"We do not take humor seriously enough"
About this Quote
Lorenz’s line lands like a rebuke disguised as a shrug: the problem isn’t that we joke too much, it’s that we misfile humor as decorative. Coming from a scientist best known for studying animal behavior, the sentence carries a quiet provocation: if you’re serious about how humans (and other social creatures) work, you can’t treat laughter as cultural frosting. You have to treat it as data.
The wording does sly double duty. “Do not take” implicates a collective habit, not individual taste; “seriously enough” avoids piety and suggests calibration, like an instrument reading that’s off. Lorenz isn’t asking us to stop laughing, he’s asking us to stop underestimating what laughter is doing: policing norms, defusing aggression, testing boundaries, building alliances. Humor is where a group negotiates what can be said, by whom, and with what consequences, often faster and more ruthlessly than formal debate.
The subtext is also defensive. Mid-century intellectual life loved the pose of severity; the lab coat and the manifesto both distrusted the comic as unserious, even suspect. Lorenz flips that hierarchy. If humor is a behavioral adaptation, then jokes aren’t an escape from reality but a tool for surviving it, a low-cost way to rehearse conflict, signal trust, or expose hypocrisy without triggering open war.
Read today, the line sharpens: in an era when memes can radicalize, cancel, or mobilize, “not taking humor seriously enough” isn’t quaint. It’s a warning about power hiding in punchlines.
The wording does sly double duty. “Do not take” implicates a collective habit, not individual taste; “seriously enough” avoids piety and suggests calibration, like an instrument reading that’s off. Lorenz isn’t asking us to stop laughing, he’s asking us to stop underestimating what laughter is doing: policing norms, defusing aggression, testing boundaries, building alliances. Humor is where a group negotiates what can be said, by whom, and with what consequences, often faster and more ruthlessly than formal debate.
The subtext is also defensive. Mid-century intellectual life loved the pose of severity; the lab coat and the manifesto both distrusted the comic as unserious, even suspect. Lorenz flips that hierarchy. If humor is a behavioral adaptation, then jokes aren’t an escape from reality but a tool for surviving it, a low-cost way to rehearse conflict, signal trust, or expose hypocrisy without triggering open war.
Read today, the line sharpens: in an era when memes can radicalize, cancel, or mobilize, “not taking humor seriously enough” isn’t quaint. It’s a warning about power hiding in punchlines.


▶ **Exercise aim**
Every line with the string "height" in it belongs in your answer, so copy them all from the data.

Recorded data section start

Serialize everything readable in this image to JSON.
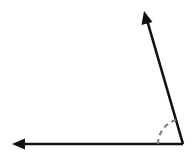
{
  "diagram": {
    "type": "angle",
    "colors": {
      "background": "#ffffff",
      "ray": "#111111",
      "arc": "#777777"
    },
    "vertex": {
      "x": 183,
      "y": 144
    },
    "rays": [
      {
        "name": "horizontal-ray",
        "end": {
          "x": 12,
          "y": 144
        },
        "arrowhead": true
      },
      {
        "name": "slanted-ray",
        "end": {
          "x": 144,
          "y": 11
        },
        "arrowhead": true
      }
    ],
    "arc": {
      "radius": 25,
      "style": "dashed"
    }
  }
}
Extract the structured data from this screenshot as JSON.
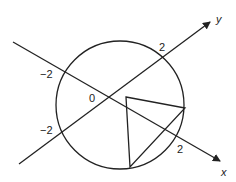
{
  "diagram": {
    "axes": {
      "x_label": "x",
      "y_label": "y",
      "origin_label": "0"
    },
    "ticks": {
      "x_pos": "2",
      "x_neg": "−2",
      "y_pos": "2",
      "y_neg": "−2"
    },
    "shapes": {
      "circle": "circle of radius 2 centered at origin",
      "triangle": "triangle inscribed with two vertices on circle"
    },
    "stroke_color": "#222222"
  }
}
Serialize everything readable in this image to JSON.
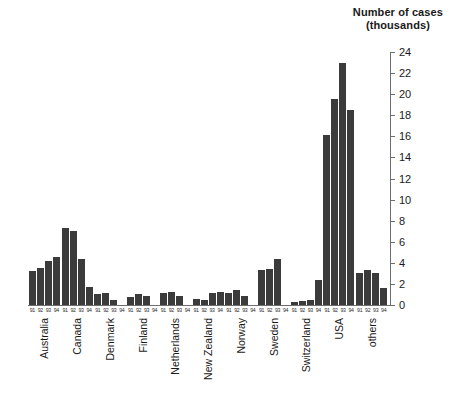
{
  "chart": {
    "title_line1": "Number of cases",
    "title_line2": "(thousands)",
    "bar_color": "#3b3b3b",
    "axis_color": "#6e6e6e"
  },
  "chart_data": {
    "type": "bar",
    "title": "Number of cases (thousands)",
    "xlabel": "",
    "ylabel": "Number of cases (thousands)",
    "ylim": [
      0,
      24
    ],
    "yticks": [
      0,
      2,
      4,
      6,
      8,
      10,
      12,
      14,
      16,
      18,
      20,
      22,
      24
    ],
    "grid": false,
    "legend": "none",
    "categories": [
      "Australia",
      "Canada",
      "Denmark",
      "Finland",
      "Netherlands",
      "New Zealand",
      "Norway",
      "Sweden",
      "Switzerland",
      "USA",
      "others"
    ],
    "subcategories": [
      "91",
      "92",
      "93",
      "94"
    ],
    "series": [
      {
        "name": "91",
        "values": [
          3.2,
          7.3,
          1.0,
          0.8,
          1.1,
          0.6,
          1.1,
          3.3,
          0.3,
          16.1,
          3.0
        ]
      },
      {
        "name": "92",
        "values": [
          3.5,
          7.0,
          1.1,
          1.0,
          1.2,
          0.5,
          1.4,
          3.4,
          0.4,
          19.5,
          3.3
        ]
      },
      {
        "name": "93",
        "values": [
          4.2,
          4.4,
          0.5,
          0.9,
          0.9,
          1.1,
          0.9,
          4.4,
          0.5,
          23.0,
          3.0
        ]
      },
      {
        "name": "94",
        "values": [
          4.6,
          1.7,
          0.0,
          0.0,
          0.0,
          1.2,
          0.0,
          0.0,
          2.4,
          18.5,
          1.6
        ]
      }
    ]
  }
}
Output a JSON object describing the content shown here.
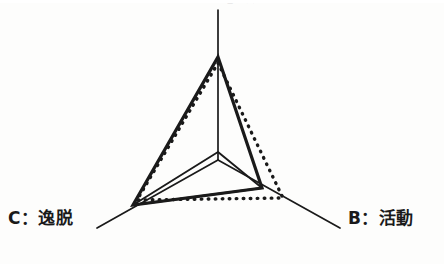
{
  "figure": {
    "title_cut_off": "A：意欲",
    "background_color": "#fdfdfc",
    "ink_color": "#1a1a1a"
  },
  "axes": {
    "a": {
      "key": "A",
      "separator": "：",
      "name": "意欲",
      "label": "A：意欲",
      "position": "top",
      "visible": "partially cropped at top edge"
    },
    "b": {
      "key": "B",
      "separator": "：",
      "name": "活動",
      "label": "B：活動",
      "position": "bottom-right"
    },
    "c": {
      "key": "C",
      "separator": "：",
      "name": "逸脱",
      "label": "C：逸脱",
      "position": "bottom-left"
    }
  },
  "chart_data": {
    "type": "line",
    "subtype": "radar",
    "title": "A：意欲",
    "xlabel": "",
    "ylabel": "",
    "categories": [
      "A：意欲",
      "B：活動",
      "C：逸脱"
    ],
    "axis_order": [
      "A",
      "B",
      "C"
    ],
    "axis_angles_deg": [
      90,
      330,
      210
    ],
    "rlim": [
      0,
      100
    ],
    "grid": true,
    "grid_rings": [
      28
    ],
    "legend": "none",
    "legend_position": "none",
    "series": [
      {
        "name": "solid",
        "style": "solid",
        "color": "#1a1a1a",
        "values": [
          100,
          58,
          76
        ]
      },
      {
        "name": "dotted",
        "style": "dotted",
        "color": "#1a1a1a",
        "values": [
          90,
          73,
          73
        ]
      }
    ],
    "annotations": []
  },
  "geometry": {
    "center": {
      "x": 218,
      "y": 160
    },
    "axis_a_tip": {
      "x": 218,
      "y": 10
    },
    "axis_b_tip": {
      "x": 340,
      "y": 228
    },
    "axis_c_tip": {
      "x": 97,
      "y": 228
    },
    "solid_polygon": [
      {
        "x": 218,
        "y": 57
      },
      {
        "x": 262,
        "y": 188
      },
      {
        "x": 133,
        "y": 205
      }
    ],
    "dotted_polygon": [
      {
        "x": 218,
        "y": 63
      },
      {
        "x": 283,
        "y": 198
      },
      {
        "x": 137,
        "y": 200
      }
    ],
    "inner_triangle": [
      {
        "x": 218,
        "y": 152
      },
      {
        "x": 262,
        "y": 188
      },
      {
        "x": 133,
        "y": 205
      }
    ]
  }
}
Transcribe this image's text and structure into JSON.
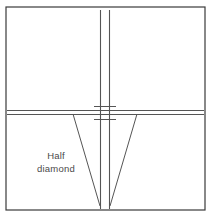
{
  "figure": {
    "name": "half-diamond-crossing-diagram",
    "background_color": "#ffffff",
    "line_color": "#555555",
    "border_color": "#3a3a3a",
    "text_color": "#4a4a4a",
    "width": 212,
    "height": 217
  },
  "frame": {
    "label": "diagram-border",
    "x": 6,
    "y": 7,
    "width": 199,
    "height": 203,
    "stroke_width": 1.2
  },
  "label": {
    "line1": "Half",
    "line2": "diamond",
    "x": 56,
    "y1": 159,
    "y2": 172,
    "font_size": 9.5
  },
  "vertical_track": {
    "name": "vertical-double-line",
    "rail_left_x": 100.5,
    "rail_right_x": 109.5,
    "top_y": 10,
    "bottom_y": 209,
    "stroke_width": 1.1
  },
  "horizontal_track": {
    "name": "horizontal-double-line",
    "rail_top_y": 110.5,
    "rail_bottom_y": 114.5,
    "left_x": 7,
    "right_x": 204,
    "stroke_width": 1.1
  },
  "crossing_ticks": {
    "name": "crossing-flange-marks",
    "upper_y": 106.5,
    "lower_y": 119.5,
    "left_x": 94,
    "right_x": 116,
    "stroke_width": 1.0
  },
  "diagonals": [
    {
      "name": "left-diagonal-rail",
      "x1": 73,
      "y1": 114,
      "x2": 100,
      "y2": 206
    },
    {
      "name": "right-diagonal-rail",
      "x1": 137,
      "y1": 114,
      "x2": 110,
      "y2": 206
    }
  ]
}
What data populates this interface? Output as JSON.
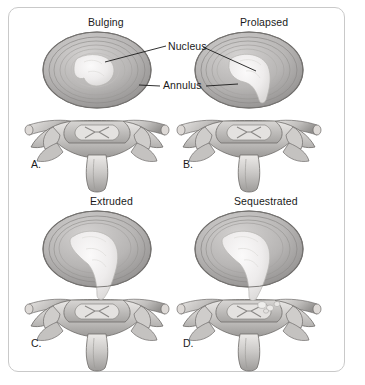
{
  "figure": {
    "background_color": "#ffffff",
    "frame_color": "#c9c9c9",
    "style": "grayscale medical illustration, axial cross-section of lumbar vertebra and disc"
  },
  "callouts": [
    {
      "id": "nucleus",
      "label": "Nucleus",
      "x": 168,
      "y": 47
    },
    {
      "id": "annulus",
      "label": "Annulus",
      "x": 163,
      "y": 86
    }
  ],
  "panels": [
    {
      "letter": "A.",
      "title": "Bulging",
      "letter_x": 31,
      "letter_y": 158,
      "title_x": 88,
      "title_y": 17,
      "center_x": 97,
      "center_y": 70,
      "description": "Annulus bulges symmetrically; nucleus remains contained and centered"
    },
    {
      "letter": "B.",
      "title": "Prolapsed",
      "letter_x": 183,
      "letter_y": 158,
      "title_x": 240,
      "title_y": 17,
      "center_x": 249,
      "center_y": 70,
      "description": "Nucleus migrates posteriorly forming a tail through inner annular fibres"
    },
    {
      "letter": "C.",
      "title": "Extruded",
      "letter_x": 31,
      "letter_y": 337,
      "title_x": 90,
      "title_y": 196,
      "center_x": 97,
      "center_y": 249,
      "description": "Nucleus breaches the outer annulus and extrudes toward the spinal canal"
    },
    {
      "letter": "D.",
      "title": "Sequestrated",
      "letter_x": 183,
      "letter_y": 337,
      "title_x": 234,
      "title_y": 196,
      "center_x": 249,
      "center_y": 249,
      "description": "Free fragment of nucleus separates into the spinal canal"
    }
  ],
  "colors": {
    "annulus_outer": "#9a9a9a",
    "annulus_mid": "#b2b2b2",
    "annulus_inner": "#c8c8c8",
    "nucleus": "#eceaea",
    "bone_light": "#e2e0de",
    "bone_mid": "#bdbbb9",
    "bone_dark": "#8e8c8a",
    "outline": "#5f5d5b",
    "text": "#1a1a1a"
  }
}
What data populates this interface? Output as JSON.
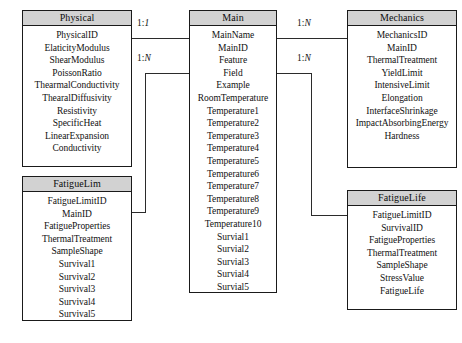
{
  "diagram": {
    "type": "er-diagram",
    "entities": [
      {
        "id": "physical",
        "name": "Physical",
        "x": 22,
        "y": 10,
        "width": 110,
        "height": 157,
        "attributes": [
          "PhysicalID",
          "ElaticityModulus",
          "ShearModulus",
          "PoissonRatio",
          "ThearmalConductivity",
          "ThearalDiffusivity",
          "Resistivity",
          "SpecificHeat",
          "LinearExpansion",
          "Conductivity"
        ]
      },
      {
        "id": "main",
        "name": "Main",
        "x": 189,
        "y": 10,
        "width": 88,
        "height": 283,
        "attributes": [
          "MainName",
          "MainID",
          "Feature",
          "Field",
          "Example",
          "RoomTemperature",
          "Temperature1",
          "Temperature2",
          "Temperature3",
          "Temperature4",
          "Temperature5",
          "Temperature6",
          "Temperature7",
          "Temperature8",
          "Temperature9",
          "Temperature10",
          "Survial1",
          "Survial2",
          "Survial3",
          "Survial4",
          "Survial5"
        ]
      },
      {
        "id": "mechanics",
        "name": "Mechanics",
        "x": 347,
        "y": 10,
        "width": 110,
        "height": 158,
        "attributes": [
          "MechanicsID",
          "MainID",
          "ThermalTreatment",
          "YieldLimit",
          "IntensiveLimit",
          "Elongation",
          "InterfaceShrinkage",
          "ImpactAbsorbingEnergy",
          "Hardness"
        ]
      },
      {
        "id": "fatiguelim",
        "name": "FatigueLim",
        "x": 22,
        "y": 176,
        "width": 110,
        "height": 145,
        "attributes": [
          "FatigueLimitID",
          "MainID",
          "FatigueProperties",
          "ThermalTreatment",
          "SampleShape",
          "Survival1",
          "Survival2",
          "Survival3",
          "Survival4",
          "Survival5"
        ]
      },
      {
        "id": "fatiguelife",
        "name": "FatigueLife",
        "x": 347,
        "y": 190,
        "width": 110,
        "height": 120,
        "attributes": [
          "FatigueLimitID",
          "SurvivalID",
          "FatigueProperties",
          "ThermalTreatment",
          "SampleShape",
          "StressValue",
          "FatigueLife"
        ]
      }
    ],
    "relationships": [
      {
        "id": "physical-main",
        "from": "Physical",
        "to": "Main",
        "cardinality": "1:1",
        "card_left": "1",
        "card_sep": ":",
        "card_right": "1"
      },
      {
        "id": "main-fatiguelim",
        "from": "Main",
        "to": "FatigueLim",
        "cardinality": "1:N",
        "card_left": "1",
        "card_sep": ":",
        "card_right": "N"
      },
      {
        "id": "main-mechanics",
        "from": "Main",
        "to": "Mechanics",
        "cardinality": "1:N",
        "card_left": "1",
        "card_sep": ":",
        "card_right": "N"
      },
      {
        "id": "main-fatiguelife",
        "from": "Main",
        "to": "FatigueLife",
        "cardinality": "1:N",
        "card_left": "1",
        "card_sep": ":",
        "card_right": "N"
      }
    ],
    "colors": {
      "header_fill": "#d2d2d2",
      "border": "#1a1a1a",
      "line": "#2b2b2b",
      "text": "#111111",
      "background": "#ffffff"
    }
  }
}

Recorded data section end

▶ **Exercise result**
    "height": 217
    "height": 203,
        "height": 157,
        "height": 283,
        "height": 158,
        "height": 145,
        "height": 120,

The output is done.